Individual dwellings within the urban centers were stark and cubic, with a central entrance and hall, wooden clapboard walls, and large pilasters replacing quoins. Porticos with slender columns and carved-wood details emerged as a feature of the Federalist or Adam style as opposed to the often-unadorned entrances of Georgian homes. Adam style architecture is typically Georgian yet characterized by elaborate door surrounds including fanlights, sidelights, and small porches. Cornices often contain dentils similar to the Georgian style.

In New Orleans and the Southwest, French and Spanish colonial influences were apparent. Basic French colonial style is one story, distinguished by numerous shuttered, narrow windows and doors, steeply pitched hipped or side-gabled roofs, and half-timbered frames. Urban styles differ from the rural in a preponderance of townhouses and cottages whose porchless entrances open directly onto public sidewalks. Rural homes feature tall brick foundations under large porches with simple wooden posts supporting steeply pitched hipped roofs.

Spanish colonial houses were designed and constructed in harmony with the harsh desert environment and incorporated Mexican, Spanish, and Native American influences. Mexican and Spanish masons constructed single-story buildings with thick, adobe brick or stone-covered stucco walls. Small windows were covered with wooden or iron grillwork to admit less heat in summer and keep warmth in during winter. Roof style was the most significant feature of these buildings. Pitched, gabled roofs were covered with thatch or clay tiles, while flat roofs were embedded with large timbers to support the thick walls and covered with dirt or mortar.

A shift in American architecture occurred during the period immediately prior to the Revolutionary War and into the 1830s. It closely followed the transition of the culture from the styles of the Georgianinfluenced, English-dominated colonies to styles reflective of the nation's struggle for independence, sprinkled with a mix of older colonial French and Spanish architectural trends.
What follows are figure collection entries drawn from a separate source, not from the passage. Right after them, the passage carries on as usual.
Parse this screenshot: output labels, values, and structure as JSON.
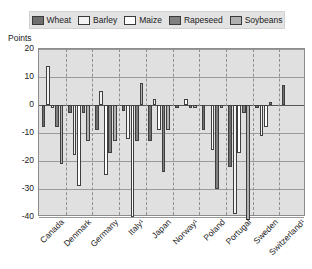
{
  "chart_data": {
    "type": "bar",
    "title": "",
    "subtitle": "",
    "xlabel": "",
    "ylabel": "Points",
    "ylim": [
      -40,
      20
    ],
    "yticks": [
      20,
      10,
      0,
      -10,
      -20,
      -30,
      -40
    ],
    "grid": true,
    "legend_position": "top",
    "categories": [
      "Canada",
      "Denmark",
      "Germany",
      "Italy¹",
      "Japan",
      "Norway¹",
      "Poland",
      "Portugal",
      "Sweden",
      "Switzerland¹"
    ],
    "series": [
      {
        "name": "Wheat",
        "color": "#6e6e6e",
        "values": [
          -8,
          -3,
          -9,
          -2,
          -13,
          -1,
          -9,
          -22,
          -1,
          7
        ]
      },
      {
        "name": "Barley",
        "color": "#f2f2f2",
        "values": [
          14,
          -18,
          5,
          -12,
          2,
          0,
          0,
          -39,
          -11,
          0
        ]
      },
      {
        "name": "Maize",
        "color": "#ffffff",
        "values": [
          -1,
          -29,
          -25,
          -40,
          -9,
          2,
          -16,
          -17,
          -8,
          0
        ]
      },
      {
        "name": "Rapeseed",
        "color": "#808080",
        "values": [
          -8,
          -3,
          -17,
          -13,
          -24,
          -1,
          -30,
          -3,
          1,
          0
        ]
      },
      {
        "name": "Soybeans",
        "color": "#b0b0b0",
        "values": [
          -21,
          -13,
          -13,
          8,
          -9,
          -1,
          -1,
          -41,
          0,
          0
        ]
      }
    ]
  },
  "legend": {
    "items": [
      {
        "label": "Wheat",
        "swatch": "#6e6e6e"
      },
      {
        "label": "Barley",
        "swatch": "#f2f2f2"
      },
      {
        "label": "Maize",
        "swatch": "#ffffff"
      },
      {
        "label": "Rapeseed",
        "swatch": "#808080"
      },
      {
        "label": "Soybeans",
        "swatch": "#b0b0b0"
      }
    ]
  }
}
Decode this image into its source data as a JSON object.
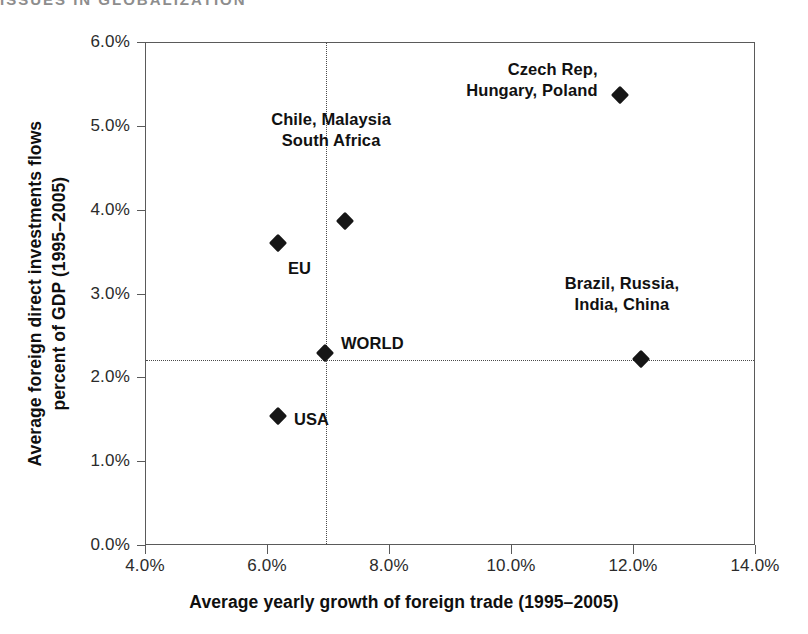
{
  "running_header": "ISSUES IN GLOBALIZATION",
  "chart_data": {
    "type": "scatter",
    "title": "",
    "xlabel": "Average yearly growth of foreign trade (1995–2005)",
    "ylabel_line1": "Average foreign direct investments flows",
    "ylabel_line2": "percent of GDP  (1995–2005)",
    "xlim": [
      4.0,
      14.0
    ],
    "ylim": [
      0.0,
      6.0
    ],
    "grid": false,
    "legend": "none",
    "marker_shape": "diamond",
    "marker_color": "#161616",
    "axis_color": "#5a5a5a",
    "xticks": [
      "4.0%",
      "6.0%",
      "8.0%",
      "10.0%",
      "12.0%",
      "14.0%"
    ],
    "xtick_values": [
      4.0,
      6.0,
      8.0,
      10.0,
      12.0,
      14.0
    ],
    "yticks": [
      "0.0%",
      "1.0%",
      "2.0%",
      "3.0%",
      "4.0%",
      "5.0%",
      "6.0%"
    ],
    "ytick_values": [
      0.0,
      1.0,
      2.0,
      3.0,
      4.0,
      5.0,
      6.0
    ],
    "reference_lines": {
      "vertical_x": 6.95,
      "horizontal_y": 2.22,
      "style": "dotted"
    },
    "points": [
      {
        "label": "Czech Rep,\nHungary, Poland",
        "x": 11.78,
        "y": 5.37,
        "label_align": "right",
        "label_dx": -22,
        "label_dy": -26
      },
      {
        "label": "Chile, Malaysia\nSouth Africa",
        "x": 7.28,
        "y": 3.87,
        "label_align": "center",
        "label_dx": -14,
        "label_dy": -102
      },
      {
        "label": "EU",
        "x": 6.18,
        "y": 3.6,
        "label_align": "left",
        "label_dx": 10,
        "label_dy": 25
      },
      {
        "label": "WORLD",
        "x": 6.95,
        "y": 2.29,
        "label_align": "left",
        "label_dx": 16,
        "label_dy": -10
      },
      {
        "label": "Brazil, Russia,\nIndia, China",
        "x": 12.13,
        "y": 2.22,
        "label_align": "center",
        "label_dx": -19,
        "label_dy": -76
      },
      {
        "label": "USA",
        "x": 6.18,
        "y": 1.54,
        "label_align": "left",
        "label_dx": 16,
        "label_dy": 3
      }
    ]
  }
}
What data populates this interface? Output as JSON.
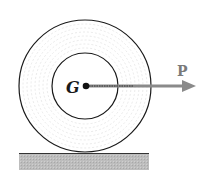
{
  "diagram": {
    "type": "wheel-on-ground",
    "labels": {
      "center": "G",
      "force": "P"
    },
    "colors": {
      "outline": "#1a1a1a",
      "hatch": "#d0d0d0",
      "arrow": "#8a8a8a",
      "ground": "#b8b8b8",
      "ground_edge": "#333333"
    }
  }
}
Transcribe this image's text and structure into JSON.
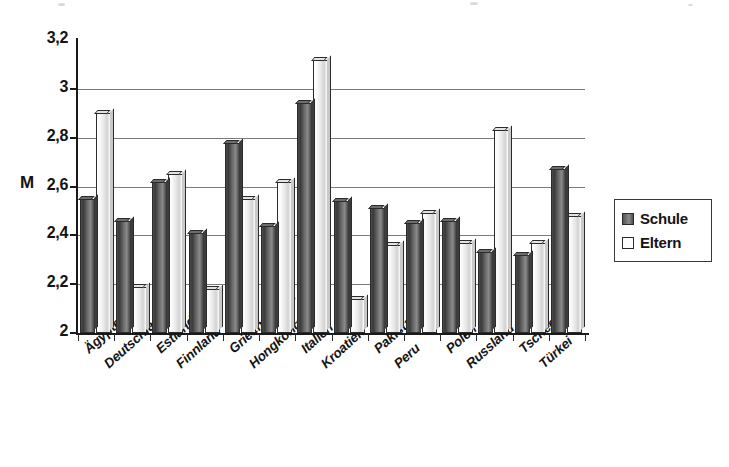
{
  "chart_data": {
    "type": "bar",
    "title": "",
    "subtitle": "",
    "xlabel": "",
    "ylabel": "M",
    "ylim": [
      2,
      3.2
    ],
    "yticks": [
      "2",
      "2,2",
      "2,4",
      "2,6",
      "2,8",
      "3",
      "3,2"
    ],
    "ytick_values": [
      2,
      2.2,
      2.4,
      2.6,
      2.8,
      3,
      3.2
    ],
    "grid": "horizontal",
    "legend_position": "right",
    "decimal_separator": ",",
    "categories": [
      "Ägypten",
      "Deutschland",
      "Estland",
      "Finnland",
      "Griechenland",
      "Hongkong",
      "Italien",
      "Kroatien",
      "Pakistan",
      "Peru",
      "Polen",
      "Russland",
      "Tschechien",
      "Türkei"
    ],
    "series": [
      {
        "name": "Schule",
        "color": "#6e6e6e",
        "values": [
          2.55,
          2.46,
          2.62,
          2.41,
          2.78,
          2.44,
          2.94,
          2.54,
          2.51,
          2.45,
          2.46,
          2.33,
          2.32,
          2.67
        ]
      },
      {
        "name": "Eltern",
        "color": "#f2f2f2",
        "values": [
          2.9,
          2.19,
          2.65,
          2.18,
          2.55,
          2.62,
          3.12,
          2.14,
          2.36,
          2.49,
          2.37,
          2.83,
          2.37,
          2.48
        ]
      }
    ]
  },
  "axis": {
    "y_title": "M"
  },
  "legend": {
    "items": [
      {
        "label": "Schule",
        "swatch": "dark-gray"
      },
      {
        "label": "Eltern",
        "swatch": "white"
      }
    ]
  }
}
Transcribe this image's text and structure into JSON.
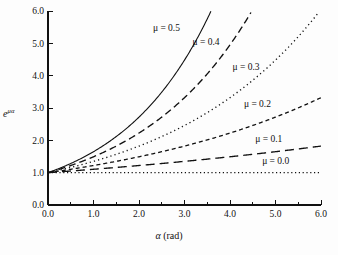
{
  "figure": {
    "kind": "line-chart",
    "background_color": "#fdfdfd",
    "ink_color": "#111111"
  },
  "axes": {
    "x_title_symbol": "α",
    "x_title_units": "(rad)",
    "y_title_base": "e",
    "y_title_exponent": "μα",
    "x_ticks": [
      "0.0",
      "1.0",
      "2.0",
      "3.0",
      "4.0",
      "5.0",
      "6.0"
    ],
    "y_ticks": [
      "0.0",
      "1.0",
      "2.0",
      "3.0",
      "4.0",
      "5.0",
      "6.0"
    ]
  },
  "curve_labels": {
    "mu05": "μ = 0.5",
    "mu04": "μ = 0.4",
    "mu03": "μ = 0.3",
    "mu02": "μ = 0.2",
    "mu01": "μ = 0.1",
    "mu00": "μ = 0.0"
  },
  "chart_data": {
    "type": "line",
    "title": "",
    "subtitle": "",
    "xlabel": "α (rad)",
    "ylabel": "e^{μα}",
    "xlim": [
      0.0,
      6.0
    ],
    "ylim": [
      0.0,
      6.0
    ],
    "xticks": [
      0.0,
      1.0,
      2.0,
      3.0,
      4.0,
      5.0,
      6.0
    ],
    "yticks": [
      0.0,
      1.0,
      2.0,
      3.0,
      4.0,
      5.0,
      6.0
    ],
    "grid": false,
    "legend_position": "inline-annotations",
    "x": [
      0.0,
      0.5,
      1.0,
      1.5,
      2.0,
      2.5,
      3.0,
      3.5,
      4.0,
      4.5,
      5.0,
      5.5,
      6.0
    ],
    "series": [
      {
        "name": "μ = 0.5",
        "mu": 0.5,
        "linestyle": "solid",
        "values": [
          1.0,
          1.28,
          1.65,
          2.12,
          2.72,
          3.49,
          4.48,
          5.75,
          7.39,
          9.49,
          12.18,
          15.64,
          20.09
        ],
        "visible_until_x": 3.58,
        "annotation": {
          "text": "μ = 0.5",
          "x": 2.35,
          "y": 5.45
        }
      },
      {
        "name": "μ = 0.4",
        "mu": 0.4,
        "linestyle": "long-dash",
        "values": [
          1.0,
          1.22,
          1.49,
          1.82,
          2.23,
          2.72,
          3.32,
          4.06,
          4.95,
          6.05,
          7.39,
          9.03,
          11.02
        ],
        "visible_until_x": 4.48,
        "annotation": {
          "text": "μ = 0.4",
          "x": 3.22,
          "y": 5.0
        }
      },
      {
        "name": "μ = 0.3",
        "mu": 0.3,
        "linestyle": "dotted",
        "values": [
          1.0,
          1.16,
          1.35,
          1.57,
          1.82,
          2.12,
          2.46,
          2.86,
          3.32,
          3.86,
          4.48,
          5.21,
          6.05
        ],
        "visible_until_x": 5.97,
        "annotation": {
          "text": "μ = 0.3",
          "x": 4.1,
          "y": 4.25
        }
      },
      {
        "name": "μ = 0.2",
        "mu": 0.2,
        "linestyle": "short-dash",
        "values": [
          1.0,
          1.11,
          1.22,
          1.35,
          1.49,
          1.65,
          1.82,
          2.01,
          2.23,
          2.46,
          2.72,
          3.0,
          3.32
        ],
        "visible_until_x": 6.0,
        "annotation": {
          "text": "μ = 0.2",
          "x": 4.35,
          "y": 3.1
        }
      },
      {
        "name": "μ = 0.1",
        "mu": 0.1,
        "linestyle": "long-dash",
        "values": [
          1.0,
          1.05,
          1.11,
          1.16,
          1.22,
          1.28,
          1.35,
          1.42,
          1.49,
          1.57,
          1.65,
          1.73,
          1.82
        ],
        "visible_until_x": 6.0,
        "annotation": {
          "text": "μ = 0.1",
          "x": 4.6,
          "y": 2.0
        }
      },
      {
        "name": "μ = 0.0",
        "mu": 0.0,
        "linestyle": "dotted",
        "values": [
          1.0,
          1.0,
          1.0,
          1.0,
          1.0,
          1.0,
          1.0,
          1.0,
          1.0,
          1.0,
          1.0,
          1.0,
          1.0
        ],
        "visible_until_x": 6.0,
        "annotation": {
          "text": "μ = 0.0",
          "x": 4.75,
          "y": 1.32
        }
      }
    ]
  }
}
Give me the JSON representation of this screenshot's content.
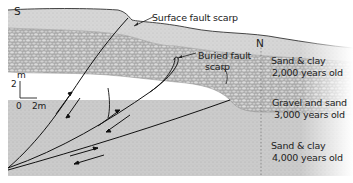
{
  "diagram": {
    "type": "geologic-cross-section",
    "orientation": {
      "left": "S",
      "right": "N"
    },
    "callouts": {
      "surface_fault_scarp": "Surface fault scarp",
      "buried_fault_scarp_line1": "Buried fault",
      "buried_fault_scarp_line2": "scarp"
    },
    "layers": [
      {
        "name_line": "Sand & clay",
        "age_line": "2,000 years old",
        "texture": "fine",
        "color": "#d9d9d9"
      },
      {
        "name_line": "Gravel and sand",
        "age_line": "3,000 years old",
        "texture": "gravel",
        "color": "#b9b9b9"
      },
      {
        "name_line": "Sand & clay",
        "age_line": "4,000 years old",
        "texture": "fine",
        "color": "#cdcdcd"
      }
    ],
    "scale": {
      "vertical_unit": "m",
      "vertical_value": "2",
      "origin": "0",
      "horizontal_value": "2m"
    },
    "faults": {
      "count": 3,
      "motion_arrows": "paired half-arrows indicating reverse/thrust slip"
    }
  }
}
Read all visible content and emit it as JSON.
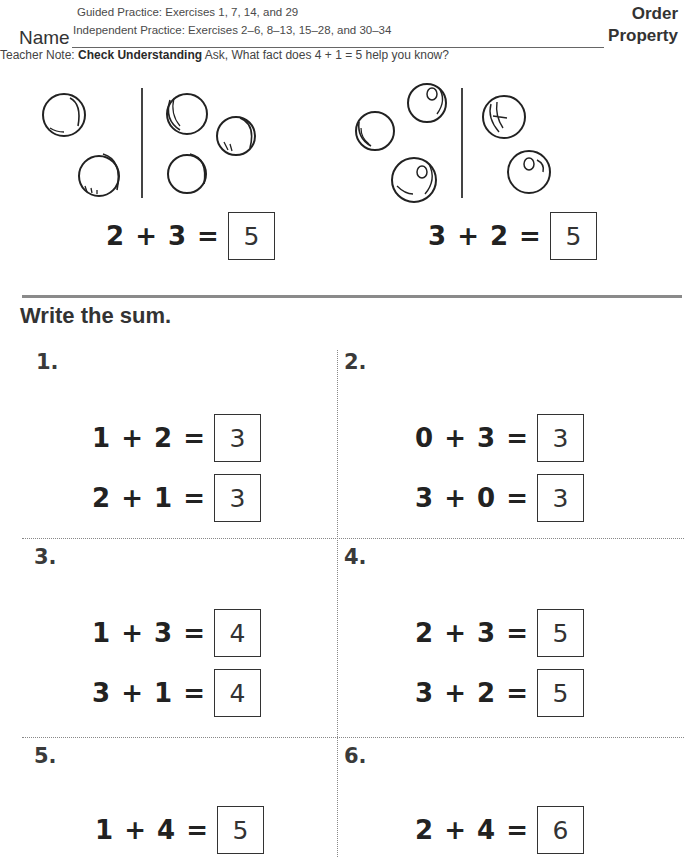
{
  "header": {
    "guided_practice": "Guided Practice: Exercises 1, 7, 14, and 29",
    "independent_practice": "Independent Practice: Exercises 2–6, 8–13, 15–28, and 30–34",
    "name_label": "Name",
    "title_line1": "Order",
    "title_line2": "Property",
    "teacher_note_prefix": "Teacher Note: ",
    "teacher_note_bold": "Check Understanding",
    "teacher_note_text": " Ask, What fact does 4 + 1 = 5 help you know?"
  },
  "examples": [
    {
      "left_count": 2,
      "right_count": 3,
      "equation": "2 + 3 =",
      "answer": "5"
    },
    {
      "left_count": 3,
      "right_count": 2,
      "equation": "3 + 2 =",
      "answer": "5"
    }
  ],
  "section": {
    "title": "Write the sum."
  },
  "exercises": [
    {
      "number": "1.",
      "equations": [
        {
          "text": "1 + 2 =",
          "answer": "3"
        },
        {
          "text": "2 + 1 =",
          "answer": "3"
        }
      ]
    },
    {
      "number": "2.",
      "equations": [
        {
          "text": "0 + 3 =",
          "answer": "3"
        },
        {
          "text": "3 + 0 =",
          "answer": "3"
        }
      ]
    },
    {
      "number": "3.",
      "equations": [
        {
          "text": "1 + 3 =",
          "answer": "4"
        },
        {
          "text": "3 + 1 =",
          "answer": "4"
        }
      ]
    },
    {
      "number": "4.",
      "equations": [
        {
          "text": "2 + 3 =",
          "answer": "5"
        },
        {
          "text": "3 + 2 =",
          "answer": "5"
        }
      ]
    },
    {
      "number": "5.",
      "equations": [
        {
          "text": "1 + 4 =",
          "answer": "5"
        }
      ]
    },
    {
      "number": "6.",
      "equations": [
        {
          "text": "2 + 4 =",
          "answer": "6"
        }
      ]
    }
  ]
}
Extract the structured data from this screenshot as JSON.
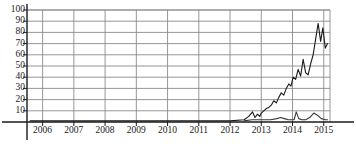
{
  "chart_data": {
    "type": "line",
    "title": "",
    "xlabel": "",
    "ylabel": "",
    "xlim": [
      2005.5,
      2015.2
    ],
    "ylim": [
      0,
      100
    ],
    "yticks": [
      10,
      20,
      30,
      40,
      50,
      60,
      70,
      80,
      90,
      100
    ],
    "xticks": [
      2006,
      2007,
      2008,
      2009,
      2010,
      2011,
      2012,
      2013,
      2014,
      2015
    ],
    "grid": true,
    "legend": "none",
    "series": [
      {
        "name": "primary",
        "color": "#1a1a1a",
        "x": [
          2005.6,
          2006.0,
          2007.0,
          2008.0,
          2009.0,
          2010.0,
          2011.0,
          2012.0,
          2012.45,
          2012.6,
          2012.72,
          2012.8,
          2012.88,
          2012.95,
          2013.0,
          2013.08,
          2013.16,
          2013.24,
          2013.32,
          2013.4,
          2013.48,
          2013.56,
          2013.64,
          2013.72,
          2013.8,
          2013.88,
          2013.95,
          2014.02,
          2014.1,
          2014.18,
          2014.26,
          2014.34,
          2014.42,
          2014.5,
          2014.58,
          2014.66,
          2014.74,
          2014.82,
          2014.9,
          2014.97,
          2015.05,
          2015.12
        ],
        "y": [
          1,
          1,
          1,
          1,
          1,
          1,
          1,
          1,
          2,
          5,
          9,
          4,
          7,
          5,
          8,
          10,
          12,
          13,
          15,
          19,
          17,
          22,
          26,
          24,
          30,
          34,
          32,
          40,
          38,
          47,
          41,
          56,
          44,
          42,
          52,
          60,
          74,
          88,
          72,
          84,
          66,
          70
        ]
      },
      {
        "name": "secondary",
        "color": "#3a3a3a",
        "x": [
          2012.45,
          2012.7,
          2012.9,
          2013.1,
          2013.3,
          2013.5,
          2013.62,
          2013.74,
          2013.86,
          2013.95,
          2014.05,
          2014.12,
          2014.2,
          2014.3,
          2014.42,
          2014.55,
          2014.68,
          2014.8,
          2014.92,
          2015.05,
          2015.12
        ],
        "y": [
          1,
          2,
          2,
          2,
          2,
          3,
          4,
          3,
          2,
          2,
          2,
          9,
          3,
          2,
          2,
          4,
          8,
          6,
          3,
          2,
          2
        ]
      }
    ]
  },
  "axis": {
    "y_tick_labels": [
      "100",
      "90",
      "80",
      "70",
      "60",
      "50",
      "40",
      "30",
      "20",
      "10"
    ],
    "x_tick_labels": [
      "2006",
      "2007",
      "2008",
      "2009",
      "2010",
      "2011",
      "2012",
      "2013",
      "2014",
      "2015"
    ]
  },
  "style": {
    "grid_color": "#8a8a8a",
    "axis_color": "#1a1a1a",
    "plot_bg": "#ffffff"
  }
}
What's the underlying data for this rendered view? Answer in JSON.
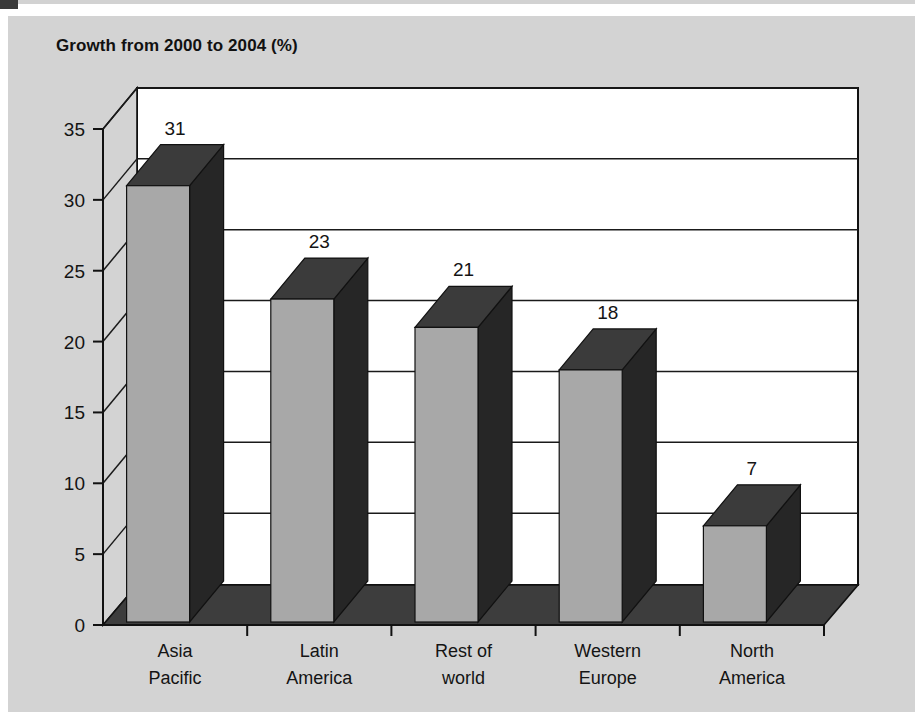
{
  "chart_data": {
    "type": "bar",
    "title": "Growth from 2000 to 2004 (%)",
    "subtitle": "",
    "xlabel": "",
    "ylabel": "",
    "categories": [
      "Asia Pacific",
      "Latin America",
      "Rest of world",
      "Western Europe",
      "North America"
    ],
    "category_lines": [
      [
        "Asia",
        "Pacific"
      ],
      [
        "Latin",
        "America"
      ],
      [
        "Rest of",
        "world"
      ],
      [
        "Western",
        "Europe"
      ],
      [
        "North",
        "America"
      ]
    ],
    "values": [
      31,
      23,
      21,
      18,
      7
    ],
    "value_labels": [
      "31",
      "23",
      "21",
      "18",
      "7"
    ],
    "ylim": [
      0,
      35
    ],
    "yticks": [
      0,
      5,
      10,
      15,
      20,
      25,
      30,
      35
    ],
    "ytick_labels": [
      "0",
      "5",
      "10",
      "15",
      "20",
      "25",
      "30",
      "35"
    ],
    "grid": true,
    "grid_axis": "y",
    "legend": false,
    "legend_position": "none",
    "style": "3d-column",
    "colors": {
      "panel_background": "#d3d3d3",
      "plot_background": "#ffffff",
      "bar_front": "#a8a8a8",
      "bar_top": "#3b3b3b",
      "bar_side": "#262626",
      "floor": "#3d3d3d",
      "wall_left": "#d3d3d3",
      "axis_line": "#111111",
      "grid_line": "#1a1a1a",
      "text": "#141414"
    }
  },
  "title": {
    "text": "Growth from 2000 to 2004 (%)"
  },
  "axis": {
    "y_ticks": [
      "35",
      "30",
      "25",
      "20",
      "15",
      "10",
      "5",
      "0"
    ]
  },
  "bars": [
    {
      "category_line1": "Asia",
      "category_line2": "Pacific",
      "value_label": "31"
    },
    {
      "category_line1": "Latin",
      "category_line2": "America",
      "value_label": "23"
    },
    {
      "category_line1": "Rest of",
      "category_line2": "world",
      "value_label": "21"
    },
    {
      "category_line1": "Western",
      "category_line2": "Europe",
      "value_label": "18"
    },
    {
      "category_line1": "North",
      "category_line2": "America",
      "value_label": "7"
    }
  ]
}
See alsoArchitectural Styles; Architecture; City Planning; Civil Engineering: Building and Technology .

bibliography

Maynard, W. Barksdale. Architecture in the United States, 1800–1850. New Haven, Conn.: Yale University Press. 2002.

McAlester, Lee, and Virginia McAlester. A Field Guide to American Houses. New York: Knopf, 2002.

Mullins, Lisa C., ed. Colonial Architecture of the Mid-Atlantic. Harrisburg, Pa.: National Historical Society, 1987.

Roth, Leland M. A Concise History of American Architecture. New York: Harper and Row, 1979.